Israel's military said it was attempting to coordinate the transfer of special incubators to Al Shifa. The incubators would not need to be connected to a power source, IDF Lt. Col. Amnon Shefler told CBS News. Shefler said these incubators could be used to transfer the infants to another facility.
The IDF said Sunday that it had left about 80 gallons of fuel outside Al Shifa to help power its generator, which it said Hamas had prevented hospital staff from collecting. The medical director of the hospital said that amount of fuel would only have been enough to power the generator for 15 to 30 minutes.
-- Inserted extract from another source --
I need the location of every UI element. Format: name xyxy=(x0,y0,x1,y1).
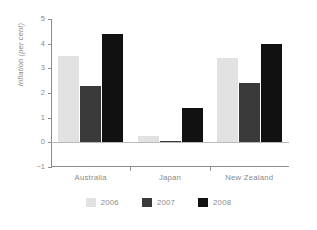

Outside Al Shifa, more and more dead bodies were being crudely stored together, many on the ground. Morgues were full or without power, so corpses have been left to decompose.
The United Nations' Humanitarian Affairs Office (OCHA) said Tuesday that all but one of the hospitals in the northern part of Gaza were reportedly out of service, "due to the lack of power, medical consumables, oxygen, food and water, compounded by bombardments and fighting in their vicinities."
It said the only facility still capable of taking in patients was the Al Ahli Hospital in Gaza City, which it said was facing "increasing shortages and challenges."
The U.N. estimates that some 1.5 million people — more than two-thirds of Gaza's population — have fled the intense fighting in the north of Gaza to head south, but the road along the way was treacherous and full of tragedy.
"It was a very perilous journey, you know, moving out through areas where there was ongoing fighting to then, effectively to cross a front line into an Israeli-controlled zone," Thomas White, director of the U.N. agency that works in the Palestinian territories, UNRWA, told CBS News partner BBC News on Tuesday.
UNWRA is offering aid, including food and shelter, to people who do make it into southern Gaza, many of whom arrive with virtually no belongings of their own.
"They get south… You could literally see them sit on the side of the road, a sigh of relief. A sense of relief that they were out of the very active conflict zone. But then of course the question is: What next?" White said. "You know, 'I've arrived with a plastic bag of belongings, and I now need to find shelter somewhere. What does the future hold for me?' So, a lot of emotions for people leaving the north."
- In:
- Hamas
- Israel
- Palestinians
- Gaza Strip
Haley Ott is an international reporter for CBS News based in London.